Witty and understated stories chronicling intimate realities of everyday life.
Hecht (The Unprofessionals, 2003) uses an unnamed first-person narrator to give continuity to the stories, most of which are set in Nantucket. Although there are occasional allusions to a husband and siblings, the narrator concentrates almost exclusively on the seemingly inconsequential but sprightly details of her personal life. We know, for example, that she is a fierce vegan who disapproves of the sous chef of the local café throwing, as she describes it, animal parts onto a grill. In addition, she has a swooning admiration for Paul McCartney and admits she’s looking for someone just like him—“a vegetarian, musician, animalrights [sic] activist, and garden lover who [lives] in the countryside of [a] civilized country.” It’s clear that she does not think of America as all that civilized, as allusions to the “Alfred E. Neuman” president and his penchant for saying “nucular” make clear. (“Will this never be corrected or brought to the attention of the world?” she wonders.) It’s hard to pick a favorite here, for all the stories are both stark and guileful. In “Being and Nothingness” we meet her psychiatrist, never much help because “he remained a shy, stammering, befuddled person”—though she also cunningly speculates that this might be “just an act he used to control people and get whatever he wanted.” The titular story is a tour de force in which a charming but inept interviewer has extended phone conversations with the narrator, revealing far more about himself than he should.
Hecht shows herself to be a master of both shrewd observation and wistful longing.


**What to produce:** The lines below that include "left" are to be found and copied.
┌────────
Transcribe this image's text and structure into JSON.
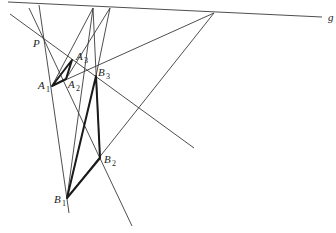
{
  "diagram": {
    "line_label": "g",
    "labels": {
      "P": {
        "text": "P"
      },
      "A1": {
        "letter": "A",
        "index": "1"
      },
      "A2": {
        "letter": "A",
        "index": "2"
      },
      "A3": {
        "letter": "A",
        "index": "3"
      },
      "B1": {
        "letter": "B",
        "index": "1"
      },
      "B2": {
        "letter": "B",
        "index": "2"
      },
      "B3": {
        "letter": "B",
        "index": "3"
      }
    },
    "points": {
      "P": [
        43,
        40
      ],
      "A1": [
        52,
        86
      ],
      "A2": [
        66,
        79
      ],
      "A3": [
        72,
        60
      ],
      "B1": [
        67,
        198
      ],
      "B2": [
        100,
        158
      ],
      "B3": [
        96,
        76
      ],
      "G12": [
        214,
        13
      ],
      "G13": [
        93,
        8
      ],
      "G23": [
        110,
        8
      ]
    }
  }
}
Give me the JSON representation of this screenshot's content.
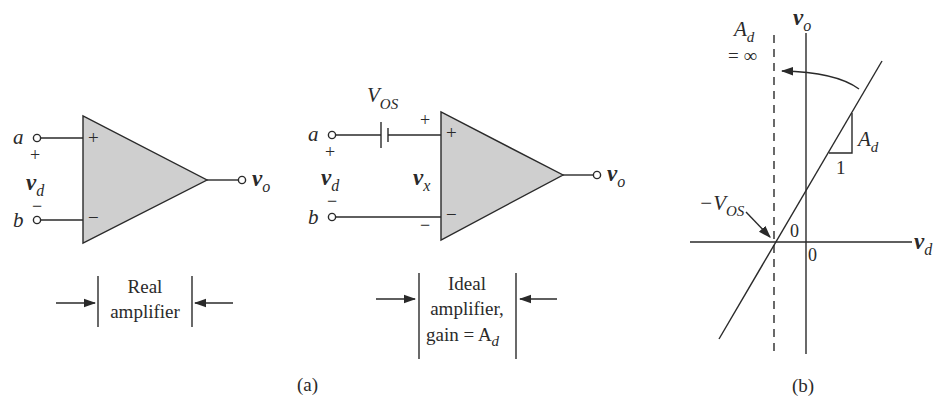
{
  "figure_a": {
    "caption": "(a)",
    "real_amp": {
      "node_a": "a",
      "node_b": "b",
      "plus_in": "+",
      "minus_in": "−",
      "vd_plus": "+",
      "vd_minus": "−",
      "vd": "v",
      "vd_sub": "d",
      "vo": "v",
      "vo_sub": "o",
      "label_line1": "Real",
      "label_line2": "amplifier"
    },
    "ideal_amp": {
      "node_a": "a",
      "node_b": "b",
      "plus_in": "+",
      "minus_in": "−",
      "vd_plus": "+",
      "vd_minus": "−",
      "vd": "v",
      "vd_sub": "d",
      "vx": "v",
      "vx_sub": "x",
      "vx_plus": "+",
      "vx_minus": "−",
      "vos": "V",
      "vos_sub": "OS",
      "vo": "v",
      "vo_sub": "o",
      "label_line1": "Ideal",
      "label_line2": "amplifier,",
      "label_line3": "gain = A",
      "label_line3_sub": "d"
    }
  },
  "figure_b": {
    "caption": "(b)",
    "y_axis": "v",
    "y_axis_sub": "o",
    "x_axis": "v",
    "x_axis_sub": "d",
    "ad_inf_line1": "A",
    "ad_inf_line1_sub": "d",
    "ad_inf_line2": "= ∞",
    "slope_rise": "A",
    "slope_rise_sub": "d",
    "slope_run": "1",
    "neg_vos": "−V",
    "neg_vos_sub": "OS",
    "origin_x": "0",
    "origin_y": "0"
  }
}
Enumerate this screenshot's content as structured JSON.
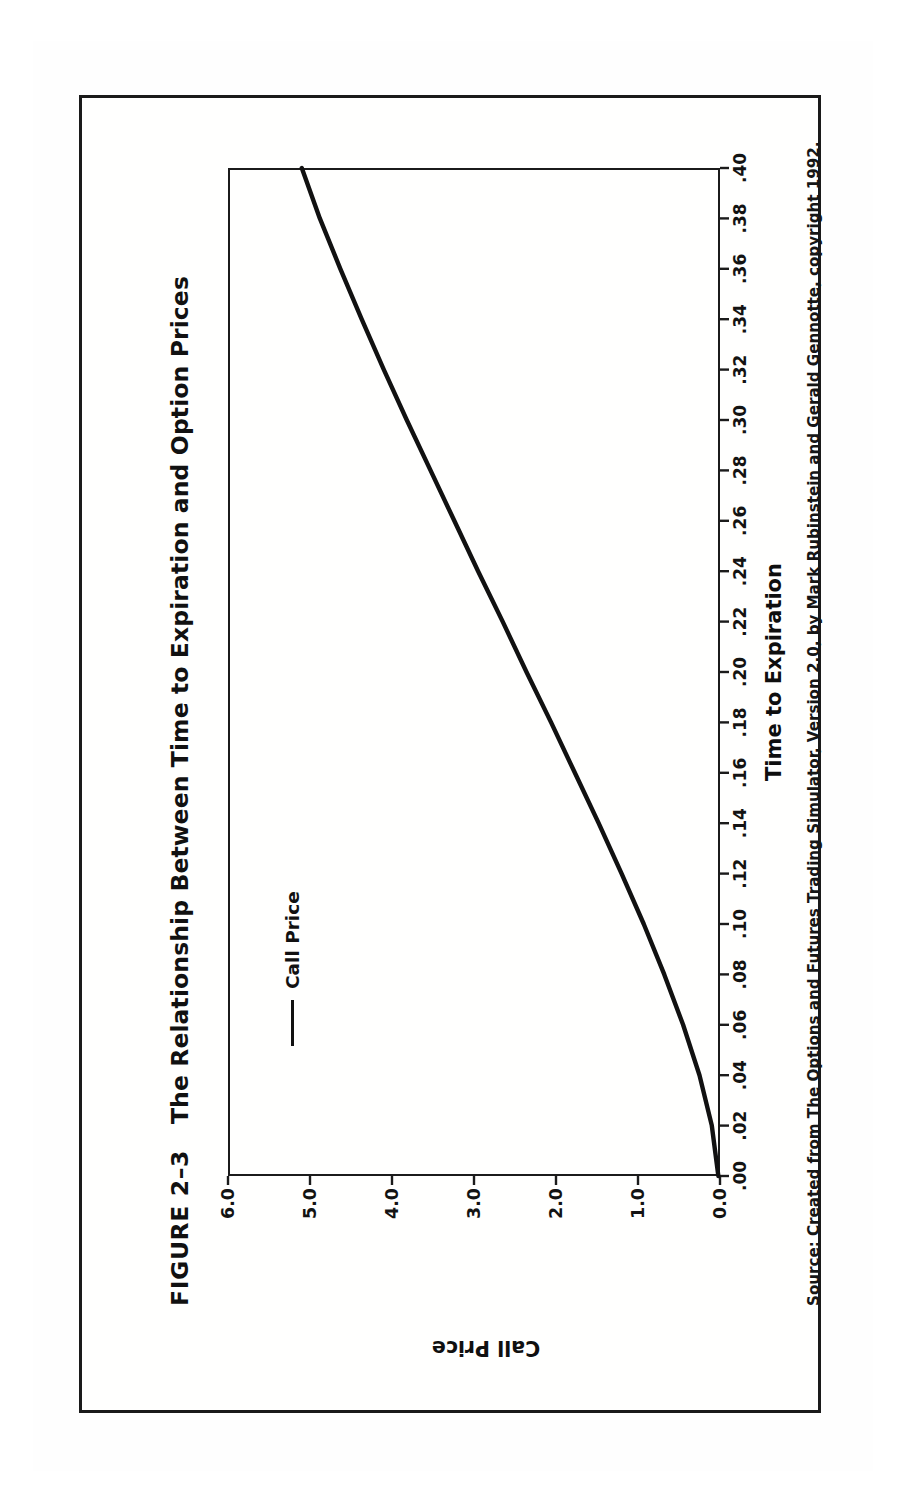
{
  "figure": {
    "number_label": "FIGURE 2–3",
    "title": "The Relationship Between Time to Expiration and Option Prices",
    "source": "Source: Created from The Options and Futures Trading Simulator, Version 2.0, by Mark Rubinstein and Gerald Gennotte, copyright 1992.",
    "border_color": "#1a1a1a",
    "page_background": "#ffffff"
  },
  "legend": {
    "position": "top-left-inside-plot",
    "entries": [
      {
        "label": "Call Price",
        "color": "#111111",
        "marker": "line-swatch"
      }
    ]
  },
  "chart_data": {
    "type": "line",
    "title": "The Relationship Between Time to Expiration and Option Prices",
    "subtitle": "",
    "xlabel": "Time to Expiration",
    "ylabel": "Call Price",
    "xlim": [
      0.0,
      0.4
    ],
    "ylim": [
      0.0,
      6.0
    ],
    "grid": false,
    "legend_position": "upper left",
    "line_color": "#111111",
    "line_width_px": 4,
    "x_tick_labels": [
      ".00",
      ".02",
      ".04",
      ".06",
      ".08",
      ".10",
      ".12",
      ".14",
      ".16",
      ".18",
      ".20",
      ".22",
      ".24",
      ".26",
      ".28",
      ".30",
      ".32",
      ".34",
      ".36",
      ".38",
      ".40"
    ],
    "x_tick_values": [
      0.0,
      0.02,
      0.04,
      0.06,
      0.08,
      0.1,
      0.12,
      0.14,
      0.16,
      0.18,
      0.2,
      0.22,
      0.24,
      0.26,
      0.28,
      0.3,
      0.32,
      0.34,
      0.36,
      0.38,
      0.4
    ],
    "y_tick_labels": [
      "0.0",
      "1.0",
      "2.0",
      "3.0",
      "4.0",
      "5.0",
      "6.0"
    ],
    "y_tick_values": [
      0.0,
      1.0,
      2.0,
      3.0,
      4.0,
      5.0,
      6.0
    ],
    "series": [
      {
        "name": "Call Price",
        "x": [
          0.0,
          0.02,
          0.04,
          0.06,
          0.08,
          0.1,
          0.12,
          0.14,
          0.16,
          0.18,
          0.2,
          0.22,
          0.24,
          0.26,
          0.28,
          0.3,
          0.32,
          0.34,
          0.36,
          0.38,
          0.4
        ],
        "values": [
          0.02,
          0.1,
          0.25,
          0.45,
          0.68,
          0.93,
          1.2,
          1.48,
          1.77,
          2.06,
          2.36,
          2.65,
          2.95,
          3.24,
          3.53,
          3.82,
          4.1,
          4.37,
          4.63,
          4.88,
          5.1
        ]
      }
    ],
    "annotations": []
  }
}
└────────
**Your solution:**
    "position": "top-left-inside-plot",
    "legend_position": "upper left",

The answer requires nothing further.